WASHINGTON (Army News Service, Feb. 9, 2007) - The White House
announced today that President Bush will present the Medal of Honor to
Bruce P. Crandall in recognition of his actions at Landing Zone X-Ray
during the Battle of Ia Drang, Vietnam, in November 1965.
Crandall will receive the medal during a Feb. 26 White House ceremony
for repeatedly flying into a landing zone under intense enemy fire to
rescue and resupply 1st Cavalry ground troops - even after the LZ had
been closed.
"Due to policy at the time, medevac pilots weren't allowed to land on a
landing zone until it was 'green' for a period of five minutes, meaning
it wasn't being relentlessly attacked," Crandall said.
Then a major, Crandall decided to fly the medevac missions, and was joined by his friend of 10 years, then-Capt. Ed Freeman.
Witnesses said the actions taken by Crandall and Freeman on the first
day of the battle, Nov. 14, kept the 1st Battalion, 7th Cavalry
Regiment, resupplied and reinforced, and gave wounded Soldiers a chance
at life.
The two aviators flew 14 missions, encountering intense enemy fire to
bring the much-needed aid and fly more than 70 casualties to safety.
For his actions that day, Freeman was awarded the Medal of Honor in
July 2001.
Retired Col. Ramon Nadal was an eyewitness and former commander for the
1st Bn., 7th Cav. Regt. Of the pilots' bravery, he said: "Without their
support, both by resupplying us with ammo and bringing the
reinforcements, we might well have been over-run.
"X-Ray was not the only time Bruce did good things for A Co.," Nadal
said. "Months later, in Bong San, he volunteered to evacuate some of my
Soldiers from a nighttime battle in the middle of a Vietnamese village
when no one else would fly into the tiny landing zone under enemy
fire."
A grateful ground commander, retired Lt. Gen. Harold Moore, who was a
lieutenant colonel leading the Ia Drang battle, said that without
Crandall's "extraordinarily heroic effort" that day, "we on that field
would have gone down."
In 1966 Crandall received the Aviation and Space Writers Helicopter
Heroism Award for rescuing a dozen Soldiers from another battlefield
under fire. In 1996 he was inducted into the Air Force's Gathering of
Eagles, an association of aviation pioneers and distinguished flyers.
In 2004 he was inducted into the Army Aviation Hall of Fame.
Crandall retired as a lieutenant colonel in 1977, and in civilian life
served as city manager for Dunsmuir, Calif., and in other public works
positions in Arizona. The package nominating him for the Medal of Honor
was forwarded by Senator John McCain.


= Your objective =
Retype each line below precisely and omit all images.
********
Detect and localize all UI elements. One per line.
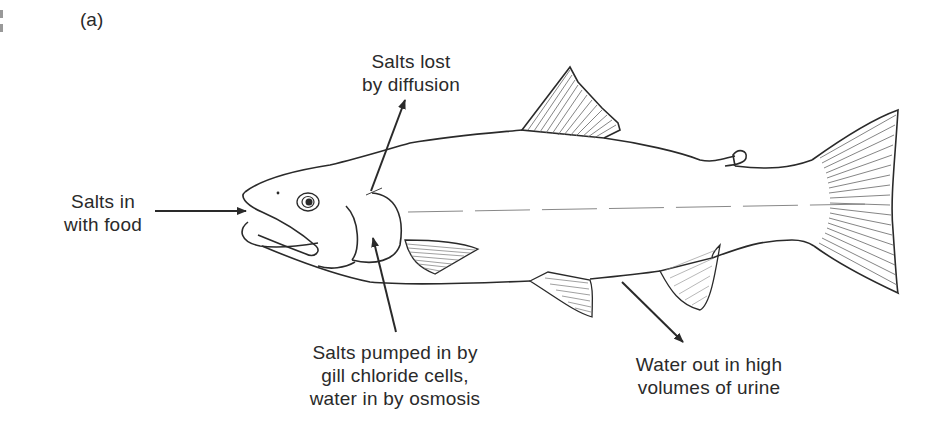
annotation-salts-in-food: Salts in with food: [52, 190, 154, 236]
anal-fin: [660, 245, 720, 310]
annotation-salts-lost: Salts lost by diffusion: [355, 50, 467, 96]
annotation-line: Salts in: [52, 190, 154, 213]
dorsal-fin: [522, 67, 620, 138]
annotation-salts-pumped: Salts pumped in by gill chloride cells, …: [290, 341, 500, 410]
annotation-line: volumes of urine: [614, 376, 804, 399]
arrow-salts-pumped: [373, 238, 396, 332]
pectoral-fin: [405, 240, 478, 274]
annotation-line: water in by osmosis: [290, 387, 500, 410]
caudal-fin: [812, 110, 898, 293]
annotation-line: Water out in high: [614, 353, 804, 376]
annotation-line: gill chloride cells,: [290, 364, 500, 387]
annotation-water-out: Water out in high volumes of urine: [614, 353, 804, 399]
annotation-line: Salts lost: [355, 50, 467, 73]
pelvic-fin: [530, 272, 593, 317]
arrow-water-out: [622, 282, 683, 342]
annotation-line: with food: [52, 213, 154, 236]
annotation-line: by diffusion: [355, 73, 467, 96]
fish-eye: [277, 192, 319, 211]
annotation-line: Salts pumped in by: [290, 341, 500, 364]
lateral-line: [408, 204, 870, 212]
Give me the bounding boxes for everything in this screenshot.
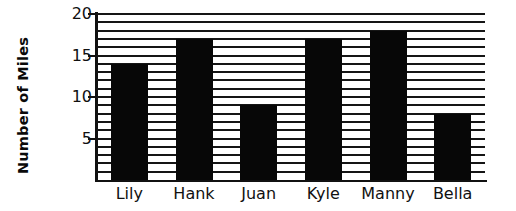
gridline xyxy=(97,79,485,81)
x-axis-tick-label: Hank xyxy=(162,183,227,205)
y-axis-tick-label: 15 xyxy=(48,48,92,64)
gridline xyxy=(97,63,485,65)
bar xyxy=(176,39,213,180)
y-axis-tick-labels: 2015105 xyxy=(48,0,92,211)
gridline xyxy=(97,104,485,106)
gridline xyxy=(97,46,485,48)
gridline xyxy=(97,113,485,115)
bar xyxy=(434,114,471,180)
bar xyxy=(305,39,342,180)
x-axis-tick-label: Lily xyxy=(97,183,162,205)
gridline xyxy=(97,96,485,98)
gridline xyxy=(97,146,485,148)
x-axis-tick-label: Bella xyxy=(420,183,485,205)
gridline xyxy=(97,162,485,164)
x-axis-tick-label: Manny xyxy=(356,183,421,205)
gridline xyxy=(97,138,485,140)
gridline xyxy=(97,38,485,40)
y-axis-tickmark xyxy=(88,96,97,98)
y-axis-tickmark xyxy=(88,55,97,57)
gridline xyxy=(97,55,485,57)
gridline xyxy=(97,71,485,73)
x-axis-tick-label: Juan xyxy=(226,183,291,205)
y-axis-tickmark xyxy=(88,13,97,15)
x-axis-tick-labels: LilyHankJuanKyleMannyBella xyxy=(97,183,485,211)
y-axis-title: Number of Miles xyxy=(0,0,46,211)
gridline xyxy=(97,129,485,131)
gridline xyxy=(97,88,485,90)
gridline xyxy=(97,30,485,32)
gridline xyxy=(97,21,485,23)
gridline xyxy=(97,171,485,173)
gridline xyxy=(97,154,485,156)
bar-chart: Number of Miles 2015105 LilyHankJuanKyle… xyxy=(0,0,516,211)
x-axis-line xyxy=(95,180,487,183)
x-axis-tick-label: Kyle xyxy=(291,183,356,205)
bar xyxy=(240,105,277,180)
bar xyxy=(370,31,407,180)
bar xyxy=(111,64,148,180)
y-axis-tick-label: 5 xyxy=(48,131,92,147)
y-axis-tick-label: 10 xyxy=(48,89,92,105)
y-axis-tick-label: 20 xyxy=(48,6,92,22)
gridline xyxy=(97,121,485,123)
y-axis-tickmark xyxy=(88,138,97,140)
plot-area xyxy=(97,14,485,180)
gridline xyxy=(97,13,485,15)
********
= Response for this exercise =
Detect and localize all UI elements. One per line.
annotation-salts-in-food: Salts in with food: [52, 190, 154, 236]
anal-fin: [660, 245, 720, 310]
annotation-salts-lost: Salts lost by diffusion: [355, 50, 467, 96]
annotation-line: Salts in: [52, 190, 154, 213]
dorsal-fin: [522, 67, 620, 138]
annotation-salts-pumped: Salts pumped in by gill chloride cells, …: [290, 341, 500, 410]
annotation-line: volumes of urine: [614, 376, 804, 399]
arrow-salts-pumped: [373, 238, 396, 332]
pectoral-fin: [405, 240, 478, 274]
annotation-line: water in by osmosis: [290, 387, 500, 410]
caudal-fin: [812, 110, 898, 293]
annotation-line: Water out in high: [614, 353, 804, 376]
annotation-line: gill chloride cells,: [290, 364, 500, 387]
annotation-water-out: Water out in high volumes of urine: [614, 353, 804, 399]
annotation-line: Salts lost: [355, 50, 467, 73]
pelvic-fin: [530, 272, 593, 317]
arrow-water-out: [622, 282, 683, 342]
annotation-line: with food: [52, 213, 154, 236]
annotation-line: by diffusion: [355, 73, 467, 96]
fish-eye: [277, 192, 319, 211]
annotation-line: Salts pumped in by: [290, 341, 500, 364]
lateral-line: [408, 204, 870, 212]
Give me the bounding boxes for everything in this screenshot.
gridline xyxy=(97,79,485,81)
x-axis-tick-label: Hank xyxy=(162,183,227,205)
y-axis-tick-label: 15 xyxy=(48,48,92,64)
gridline xyxy=(97,63,485,65)
bar xyxy=(176,39,213,180)
y-axis-tick-labels: 2015105 xyxy=(48,0,92,211)
gridline xyxy=(97,104,485,106)
gridline xyxy=(97,46,485,48)
gridline xyxy=(97,113,485,115)
bar xyxy=(434,114,471,180)
bar xyxy=(305,39,342,180)
x-axis-tick-label: Lily xyxy=(97,183,162,205)
gridline xyxy=(97,96,485,98)
gridline xyxy=(97,146,485,148)
x-axis-tick-label: Bella xyxy=(420,183,485,205)
gridline xyxy=(97,162,485,164)
x-axis-tick-label: Manny xyxy=(356,183,421,205)
gridline xyxy=(97,138,485,140)
gridline xyxy=(97,38,485,40)
y-axis-tickmark xyxy=(88,96,97,98)
y-axis-tickmark xyxy=(88,55,97,57)
gridline xyxy=(97,55,485,57)
gridline xyxy=(97,71,485,73)
x-axis-tick-label: Juan xyxy=(226,183,291,205)
y-axis-tickmark xyxy=(88,13,97,15)
x-axis-tick-labels: LilyHankJuanKyleMannyBella xyxy=(97,183,485,211)
y-axis-title: Number of Miles xyxy=(0,0,46,211)
gridline xyxy=(97,129,485,131)
gridline xyxy=(97,88,485,90)
gridline xyxy=(97,30,485,32)
gridline xyxy=(97,21,485,23)
gridline xyxy=(97,171,485,173)
gridline xyxy=(97,154,485,156)
bar-chart: Number of Miles 2015105 LilyHankJuanKyle… xyxy=(0,0,516,211)
x-axis-line xyxy=(95,180,487,183)
x-axis-tick-label: Kyle xyxy=(291,183,356,205)
bar xyxy=(240,105,277,180)
bar xyxy=(370,31,407,180)
bar xyxy=(111,64,148,180)
y-axis-tick-label: 5 xyxy=(48,131,92,147)
y-axis-tick-label: 10 xyxy=(48,89,92,105)
y-axis-tick-label: 20 xyxy=(48,6,92,22)
gridline xyxy=(97,121,485,123)
y-axis-tickmark xyxy=(88,138,97,140)
plot-area xyxy=(97,14,485,180)
gridline xyxy=(97,13,485,15)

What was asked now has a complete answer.